As Service Canada sharpens its budget axe, nearly 800 passport workers across the country are bracing for pink slips. The announcement, delivered to employees yesterday afternoon, marks one of the largest federal job reductions since the pandemic backlog crisis that left thousands of Canadians waiting months for travel documents.
Sources within the Public Service Alliance of Canada confirm that management called staff into virtual meetings Thursday, where employees learned that approximately 20% of the passport processing workforce would be eliminated by September. The cuts will affect offices from Victoria to St. John’s, with the heaviest losses expected at processing centers in Montreal, Toronto, and Vancouver.
“We’ve gone from not having enough hands on deck during the pandemic to suddenly being told we’re overstaffed,” said Marianne Laporte, a passport examiner in Ottawa who attended one of the briefings. “It feels like whiplash for those of us who worked overtime for months to clear the backlog.”
The timing has raised eyebrows among labor representatives.
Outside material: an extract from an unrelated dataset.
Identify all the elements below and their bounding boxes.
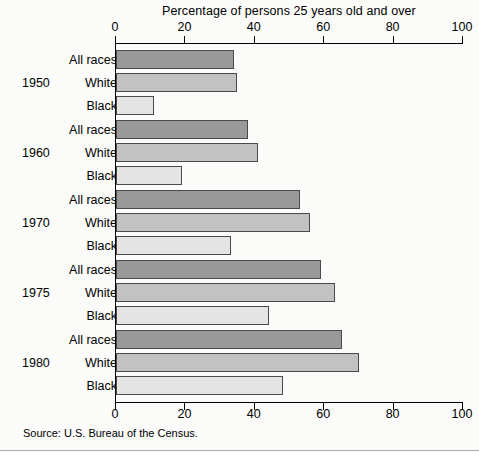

Just last summer, Service Canada proudly announced it had finally eliminated the processing delays that plagued the system throughout 2022, when wait times stretched beyond 16 weeks for standard applications.
Employment Minister Randy Boissonnault defended the cuts in a statement late Thursday, calling them “a right-sizing exercise” following the temporary surge hiring during the post-pandemic travel boom. His office claims the reduction will save approximately $42 million annually without affecting service standards.
“Canadians can rest assured that the 10-business-day standard for passport processing will be maintained,” Boissonnault’s statement read. “These adjustments reflect the natural evolution of service demand following the extraordinary circumstances of the pandemic recovery period.”
But passport office employees paint a different picture. Internal documents obtained by Mediawall.news show that application volumes have stabilized at roughly 15% above pre-pandemic levels – not the dramatic drop officials suggested would justify such significant staffing cuts.
“We’re still processing about 4,600 applications daily across the network,” said Jerome Turcotte, a senior passport officer who spoke on condition his location not be identified. “That’s nowhere near the crisis levels of 2022, but it’s still well above what we handled in 2019 with fewer staff.”
The union representing affected workers isn’t mincing words. “This is short-sighted cost-cutting that will inevitably lead to future service problems,” said Chris Aylward, national president of the Public Service Alliance of Canada. “Canadians deserve reliable, efficient passport services, not a system perpetually cycling between understaffing and overcorrection.”
According to Service Canada’s own data, passport applications typically surge in five-year cycles, corresponding to the standard validity period. The next major renewal wave is expected in 2025-2026, when documents issued during the 2020-2021 pandemic lull come due.
The federal Conservatives wasted no time criticizing the move. “This Liberal government created chaos in passport offices through mismanagement, then hired thousands to clean up their mess, and now they’re firing the very people they desperately needed,” said opposition critic Melissa Lantsman during Question Period.
The NDP’s transportation critic Taylor Bachrach called for parliamentary committee oversight of the cuts. “Before a single worker loses their job, Canadians deserve to see the data and analysis behind this decision,” he said in a statement Friday morning.
For communities with Service Canada Centers, the impact extends beyond federal employees. In Fredericton, where 22 positions are slated for elimination, Mayor Kate Rogers expressed concern about both service delivery and local economic impact.
“These are good, stable jobs in our community,” Rogers told CBC Radio on Friday. “When you remove 22 family-supporting positions from a city our size, that ripples through local businesses and the housing market.”
Service standards for passport processing were officially restored to pre-pandemic levels in August 2023. Regular applications currently take 10 business days to process, plus mailing time, while urgent requests can be completed in 24-48 hours for an additional fee.
The department says it has invested in technology upgrades to streamline operations, including enhanced document verification systems and automated application routing. Officials suggest these improvements allow them to process applications more efficiently with fewer staff.
But frontline workers question whether the technology is ready to replace human judgment. “We deal with complex identity documents, changing international requirements, and cases that require careful examination,” explained Turcotte. “A computer algorithm can’t always detect sophisticated forgeries or unusual circumstances that might indicate fraud.”
For Canadians planning international travel, passport officers advise applying well before planned departure dates, despite official processing standards. “Even without staffing cuts, we always saw seasonal surges that stretched capacity,” said Laporte. “With fewer colleagues sharing the workload, I’d be very surprised if we don’t see some delays during peak periods.”
The staffing cuts come as part of broader efficiency measures across federal departments. Last month, the Treasury Board directed agencies to identify potential savings of 3-5% in operational budgets, though few have announced specific job reductions until now.
Service Canada’s announcement indicated that affected employees would be offered priority status for vacancies elsewhere in the federal public service, though no guarantees of continued employment were provided.
For now, Canadians with pending passport applications shouldn’t see immediate impacts, as the reductions will be phased in over the coming months. However, anyone planning international travel in late 2024 might want to submit applications earlier than the recommended timeframe – just to be safe.